----- Task material -----

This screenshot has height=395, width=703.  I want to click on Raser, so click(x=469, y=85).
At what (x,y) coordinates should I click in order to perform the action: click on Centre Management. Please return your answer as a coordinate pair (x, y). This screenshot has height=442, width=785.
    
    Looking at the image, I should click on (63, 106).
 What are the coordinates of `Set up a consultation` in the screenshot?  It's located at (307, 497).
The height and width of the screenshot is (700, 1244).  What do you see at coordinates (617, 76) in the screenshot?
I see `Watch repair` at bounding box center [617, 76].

-----
----- Task material -----

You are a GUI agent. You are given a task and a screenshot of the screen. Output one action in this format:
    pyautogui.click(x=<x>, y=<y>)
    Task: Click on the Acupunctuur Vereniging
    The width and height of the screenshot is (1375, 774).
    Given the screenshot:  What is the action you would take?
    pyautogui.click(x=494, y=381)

-----

Work to be completed -> Copy out only the lines of the records above from the one with "This screenshot has height=395, width=703." through the one with "What are the", exactly as they stand, both included.

Completed exercise ->
This screenshot has height=395, width=703.  I want to click on Raser, so click(x=469, y=85).
At what (x,y) coordinates should I click in order to perform the action: click on Centre Management. Please return your answer as a coordinate pair (x, y). This screenshot has height=442, width=785.
    
    Looking at the image, I should click on (63, 106).
 What are the coordinates of `Set up a consultation` in the screenshot?  It's located at (307, 497).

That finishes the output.